Frequently Asked Questions
What Trubase DB is, where the build stands, and why rebuilding the engine is the only way to make backends mintable.
When you mint a Trubase backend, you don't get a connection to a shared cluster. You get a complete, isolated Postgres universe — wire protocol, SQL engine, transactions, its own catalogs and roles, its own timeline in storage. We call it a "backend" because it's the full thing, not a connection string into somebody else's instance — and because it's a value: minted in milliseconds, branched like git, asleep at zero cost.
Because a backend is a Tokio async task weighing kilobytes, not an OS process weighing 10–30MB. Tokio's work-stealing scheduler spreads tasks across every core; tasks that are waiting cost almost nothing. An idle backend isn't even a task — it's a timeline record plus cold bytes on object storage. RAM only pays for the backends that are awake right now.
Pre-launch, and we're honest about what that means: the design phase is complete — the architecture, the storage model, the wake path, and the full engineering documentation corpus are written — and the engine is being built in public against it. The first artifact is the proof machinery itself: a harness that runs PostgreSQL's own test suite against the engine and publishes the pass rate as a live public scoreboard.
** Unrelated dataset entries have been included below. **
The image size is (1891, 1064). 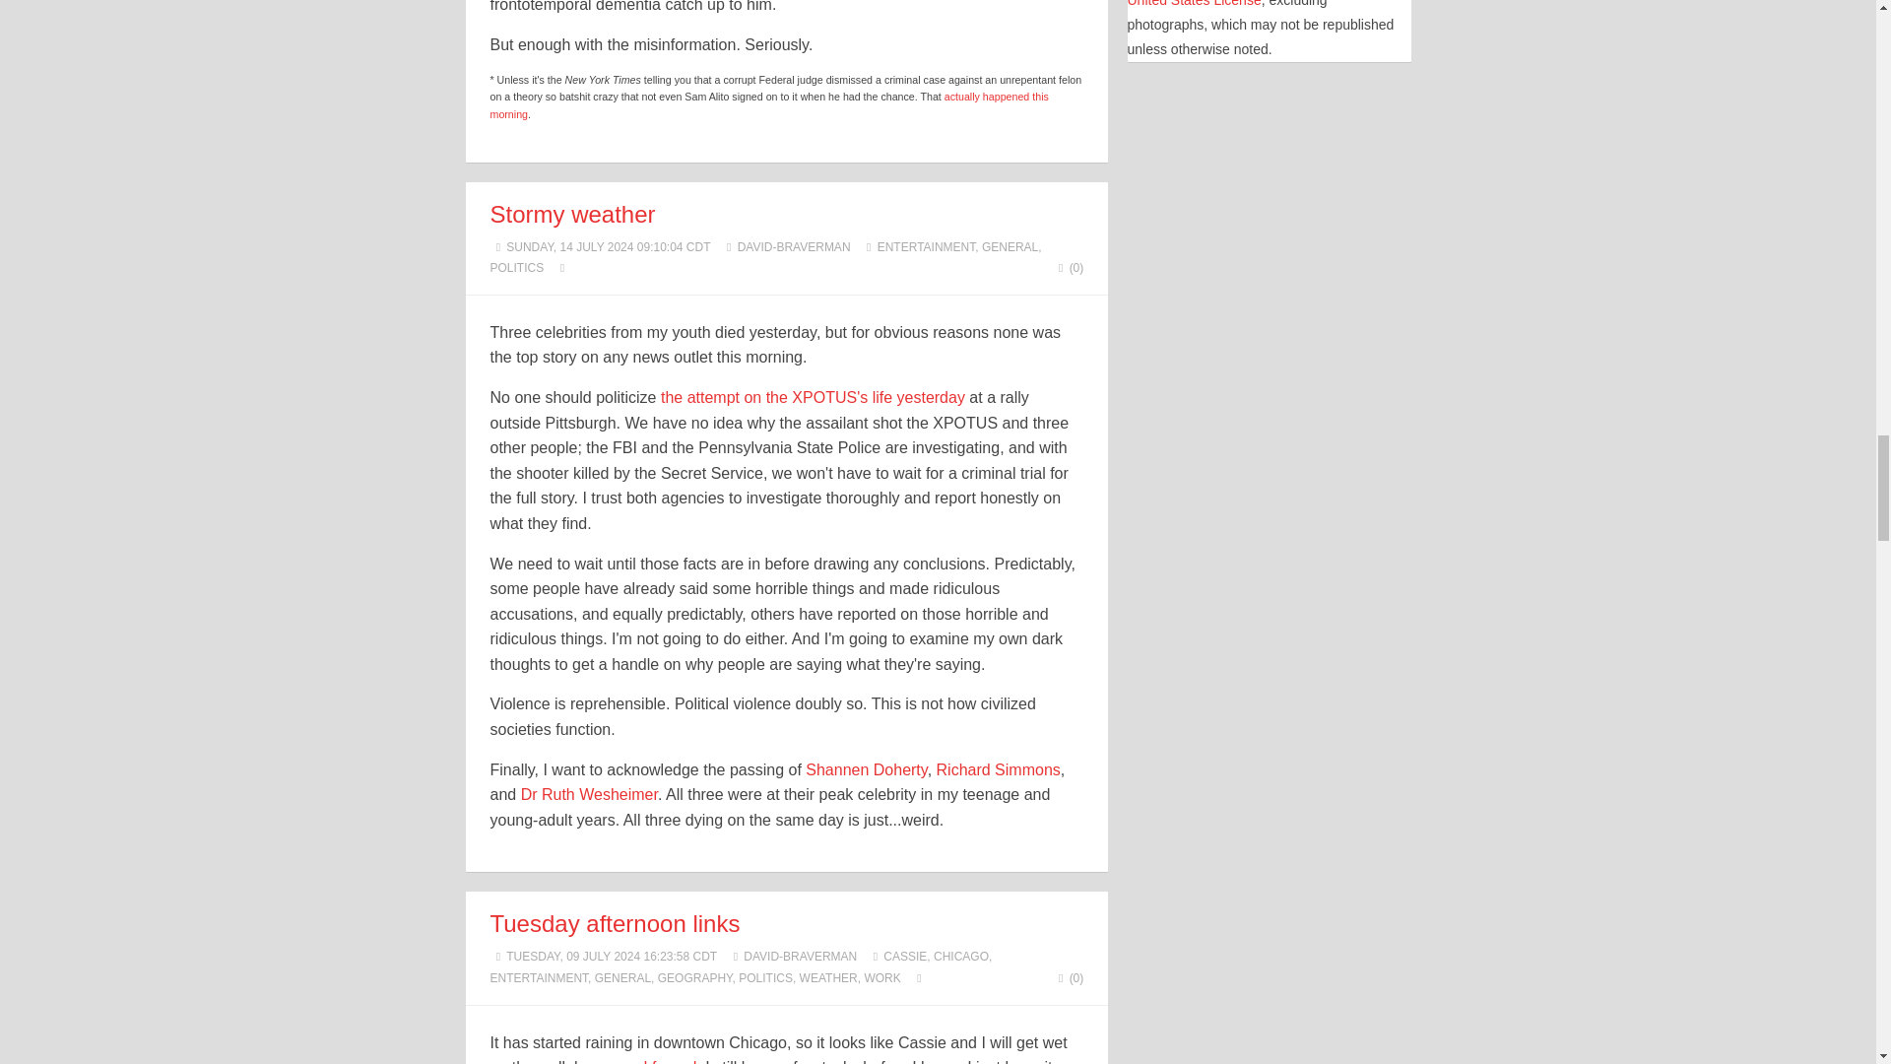 What do you see at coordinates (562, 267) in the screenshot?
I see `Open a map of the location where this post was written` at bounding box center [562, 267].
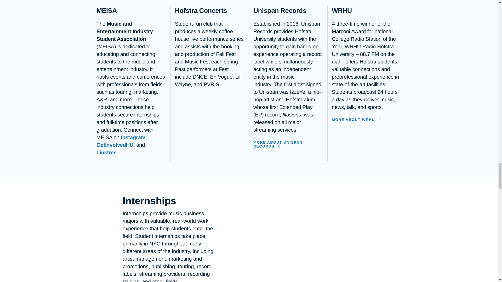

Because the process model is load-bearing. The C engine assumes fork(), shared memory segments, blocking disk I/O, and process-level isolation — every subsystem is built on those assumptions. You cannot bolt a task runtime onto it from outside. And it's a pure rewrite — hand-written safe Rust, no C in the address space, no mechanical translation.
Branching: zero bytes are copied. A branch is a new timeline record pointing at the parent's copy-on-write layers — a metadata write, milliseconds. Scale-to-zero: when a backend goes idle, its tasks drop and their memory is reclaimed. State persists on object storage. The wake begins during the connection handshake — so suspended and running are indistinguishable to the client.
We're building in public and will onboard from the waitlist in small batches once the engine crosses the compatibility bar. Join the waitlist, or write to olamilekan@trubase.dev if you're building an agent platform or per-tenant product and want to be a design partner.
Yes — we're talking to seed-stage investors and advisors who invest in infrastructure. The demand curve (agents minting backends) is arriving faster than any process-per-connection architecture can serve it, and the engine that serves it has to be built the way we're building it. For inquiries: olamilekan@trubase.dev.
That's the bar. Compatibility is a number, not an adjective. The bar is 100% of Postgres's observable behavior — wire protocol, SQL semantics, catalogs, error codes — measured by running PostgreSQL's own 200,000-test suite, with the pass rate published continuously. What's excluded: loading C extension binaries — the capabilities that matter are rebuilt natively in the engine.